The iconic Wooden Shoe Tulip Festival — one of Oregon’s most popular agritourism events, drawing an estimated 150,000 to the Woodburn area annually — will return this Friday after Covid-19 derailed the 2020 iteration last March during the early onset of the pandemic.
The festival opens Friday, March 19, and will run through May 2, with new coronavirus protocols in place, including sanitation procedures, face coverings and maintaining six feet of physical distance from other employees and other guests.
Ordinarily, maintaining social distance on a 40-acre tulip farm would not be much of a problem — unless you also happen to be at an event that regularly draws thousands of other people.
So, this year, the Iverson family-owned Wooden Shoe Tulip Farm is also implementing a new online ticketing process that will also allow them to limit visitors — including capping capacity at half of the outdoor facility’s normal occupancy.
All tickets purchased in advance last year will be honored in 2021. And, seven days prior to a visit date, the farm will release additional tickets for purchase while adhering to statewide guidelines.
“We are so thrilled to be able to invite guests to experience the color and beauty of our tulip fields this year,” said Karen Iverson Bever. “2020 was a challenge for everyone, and we want people to come out and enjoy the outdoors and all the lovely tulips.”
In 2020, the Tulip Fest had been one of the first major dominoes to fall in what Oregonians will remember as a year unlike any other — particularly for large events.
As Bever told The Canby Current this week, the family had been carefully tracking news about the virus, but the pandemic still hit faster than they — or anyone else — expected.
“We could kind of see it was coming, but we were hoping it wouldn’t come as fast as it did,” she said. “We were hoping we could at least start the festival, because we were all set. We were all ready to go. It was really crushing.”
That planning included, of course, significant investment on the part of the farm, including purchasing and prepping more than 8,000 potted tulips for sale — with few good options for recouping those costs.
Canby’s Swan Island Dahlias lent a major hand, offering up its self-serve flower stand as a way to move some of the surplus goods.
Another ingenious and highly successful initiative (devised by Wooden Shoe’s marketing and social media team) was Pots for Seniors, a program that allowed people to give donations for potted tulips to be gifted to long-term care facilities.
“We were actually able to go through all of our inventory and brighten up the day for tons and tons of seniors,” said Wooden Shoe’s Cassidy VanDomelen. “People felt really great that they were able to send them a pot, and we’ll be doing that again this year.”
For the Iverson family, Bever said, canceling the festival for the second straight year was never an option.
“We approached it like we have to do it — the tulips aren’t going to wait,” she said. “We planned a full festival — obviously with changes in layout and that sort of thing — but we had a back-up plan where if we got shut down again, we’re going drive-thru.”
Tulip Fest’s hours will run 9 a.m. to 6 p.m. Monday through Friday, and 8 a.m. to 7 p.m. Saturday and Sunday. For tickets and other information, visit woodenshoe.com.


▸ **EXERCISE**: Restate verbatim the span of lines below between the line with "This screenshot has height=320, width=734." and the line with "What do you see at coordinates (296, 76)", including those two lines, and only that span.

▸ **RECORDS SUPPLIED**:
○ ○ ○ ○ ○ ○ ○

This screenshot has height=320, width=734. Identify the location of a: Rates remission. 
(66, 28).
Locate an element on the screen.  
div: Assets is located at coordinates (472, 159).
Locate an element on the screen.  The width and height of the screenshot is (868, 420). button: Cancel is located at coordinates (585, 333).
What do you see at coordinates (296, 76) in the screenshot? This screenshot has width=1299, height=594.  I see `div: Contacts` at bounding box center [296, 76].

○ ○ ○ ○ ○ ○ ○

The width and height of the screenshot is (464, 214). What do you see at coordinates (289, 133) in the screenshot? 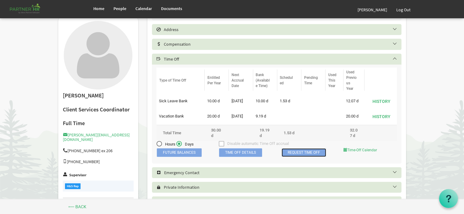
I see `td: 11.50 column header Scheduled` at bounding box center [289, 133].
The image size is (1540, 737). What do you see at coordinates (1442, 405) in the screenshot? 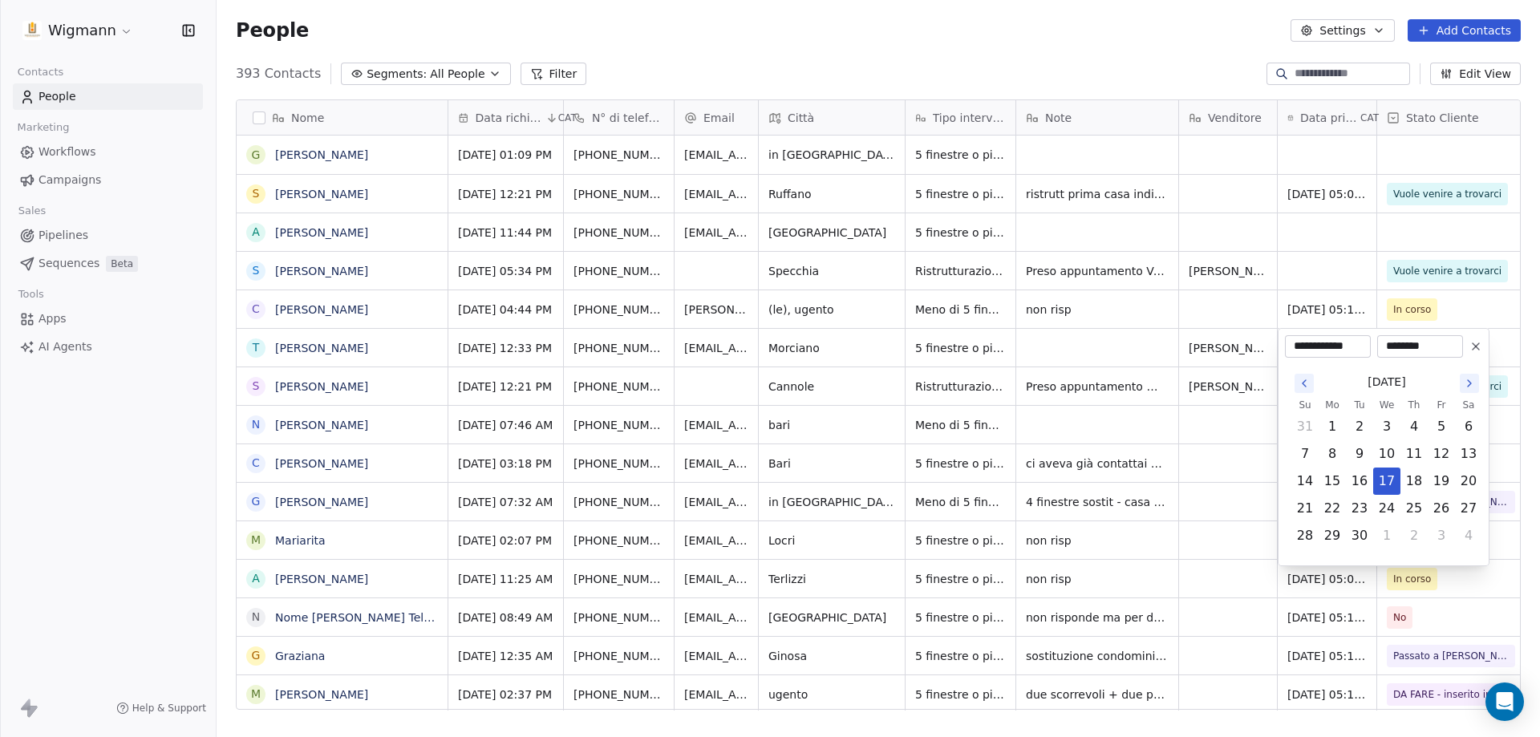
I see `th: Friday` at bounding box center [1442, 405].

○ ○ ○ ○ ○ ○ ○

▸ **FINISHED TASK**:
This screenshot has height=320, width=734. Identify the location of a: Rates remission. 
(66, 28).
Locate an element on the screen.  
div: Assets is located at coordinates (472, 159).
Locate an element on the screen.  The width and height of the screenshot is (868, 420). button: Cancel is located at coordinates (585, 333).
What do you see at coordinates (296, 76) in the screenshot? This screenshot has width=1299, height=594.  I see `div: Contacts` at bounding box center [296, 76].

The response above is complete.